If, using your own body and without any props or materials, you’ve never been asked to construct a series of objects from a Lynx Helicopter to the Eiffel Tower, or stomp your way through a […]

If, using your own body and without any props or materials, you’ve never been asked to construct a series of objects from a Lynx Helicopter to the Eiffel Tower, or stomp your way through a […]
I’ve been back to Thorp Academy this afternoon, to tell sixth form students about my day job. What an impressive bunch of young people they all are – and set to lead lives far more […]
Names have been changed for this article. However, there is nothing written here which isn’t already in the public domain, and freely available on the internet via a Google search using real names. I love […]
6pm on Friday evening found me sitting in the midst of my old stomping ground, the Charles Thorp Academy school hall, stealthily munching my way through a bag of Haribo while I waited for the […]
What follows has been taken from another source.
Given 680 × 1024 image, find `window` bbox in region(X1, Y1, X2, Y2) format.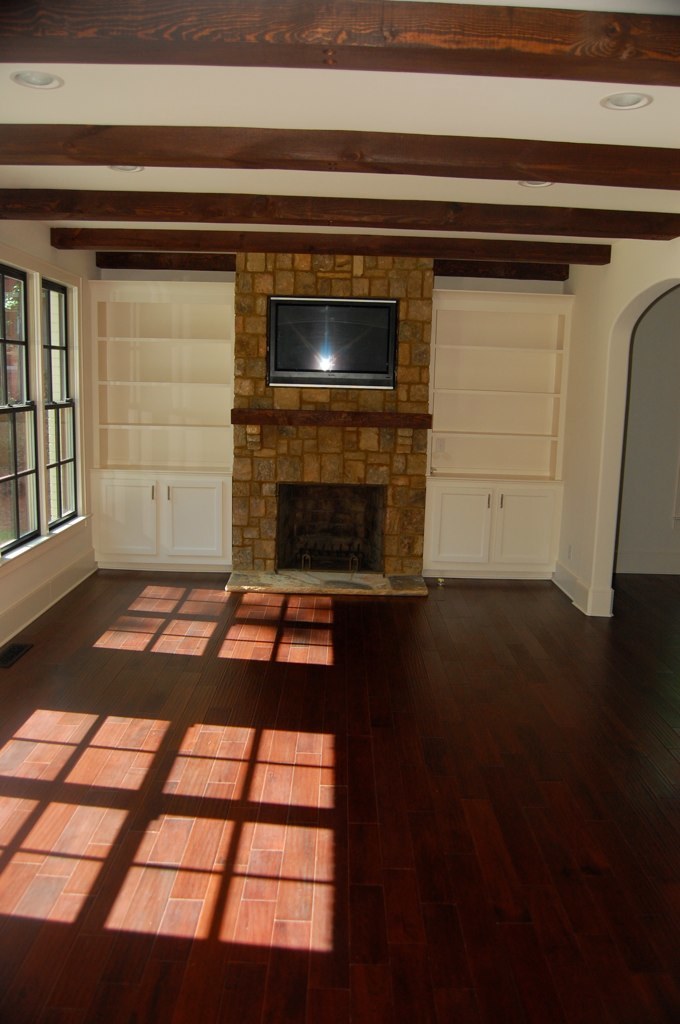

I’m very sorry to hear that a Ryton icon has died. I’ve mentioned Ernie Brodrick before in this blog, and talked about my belief that over the time span of a couple of decades, from the early […]
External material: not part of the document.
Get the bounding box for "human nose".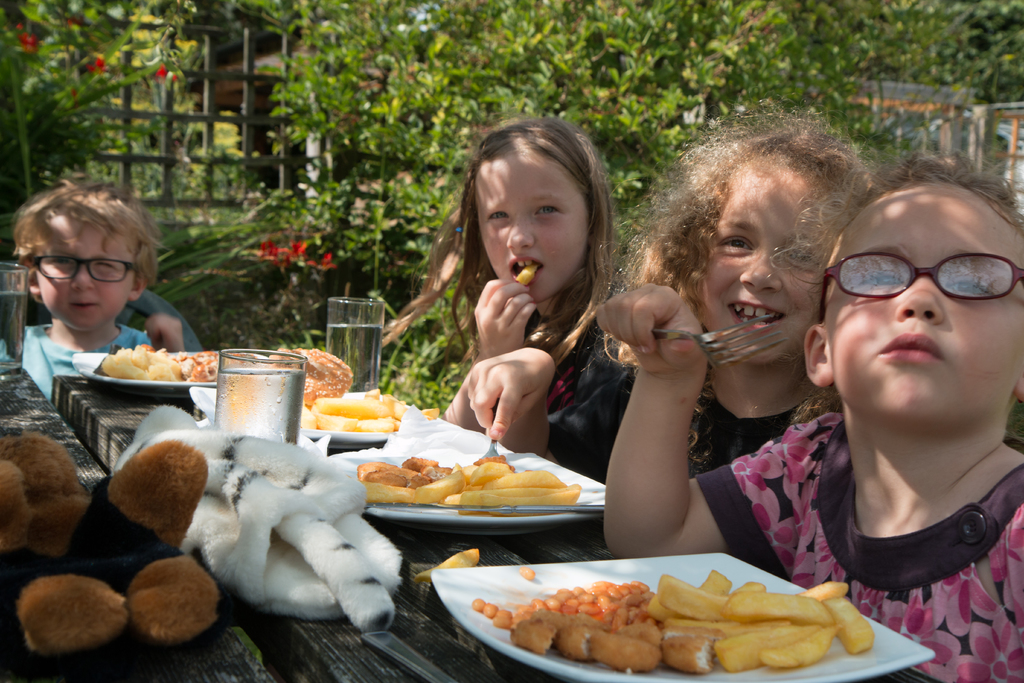
504,217,536,252.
A young lady called Katie Cutler has been in the news this week. She has raised a vast amount of money for Alan Barnes who was attacked a few days ago outside his home in […]
“Never grow old Tam,” was my Dad’s advice two or three years before he died and while he was still fit enough to go for a walk with me. We were walking on Ryton Willows, Dad […]
My first job on leaving school was in the popular music section of JG Windows in Newcastle upon Tyne. Late one afternoon I was lolling against the counter, fiddling with a roll of sticky tape, one eye watching the clock. The heavy glass entrance door swept open and in glided a middle-aged gentleman with grey bouffant hair, tinted in pinks and purples around the temples. He sported a green velvet jacket and a cluster of silk scarves and frills. The ensemble was topped off with a wide-brimmed black hat, accessorised with yet another silk scarf, black gloves, and what I would call a swagger stick. And boy did he swagger; flamboyance oozed from every pore. Today his appearance wouldn’t cause a stir, but on that afternoon in the 1970’s stirring was in evidence within a 50ft radius, as customers stopped leafing through LP sleeves to gawp.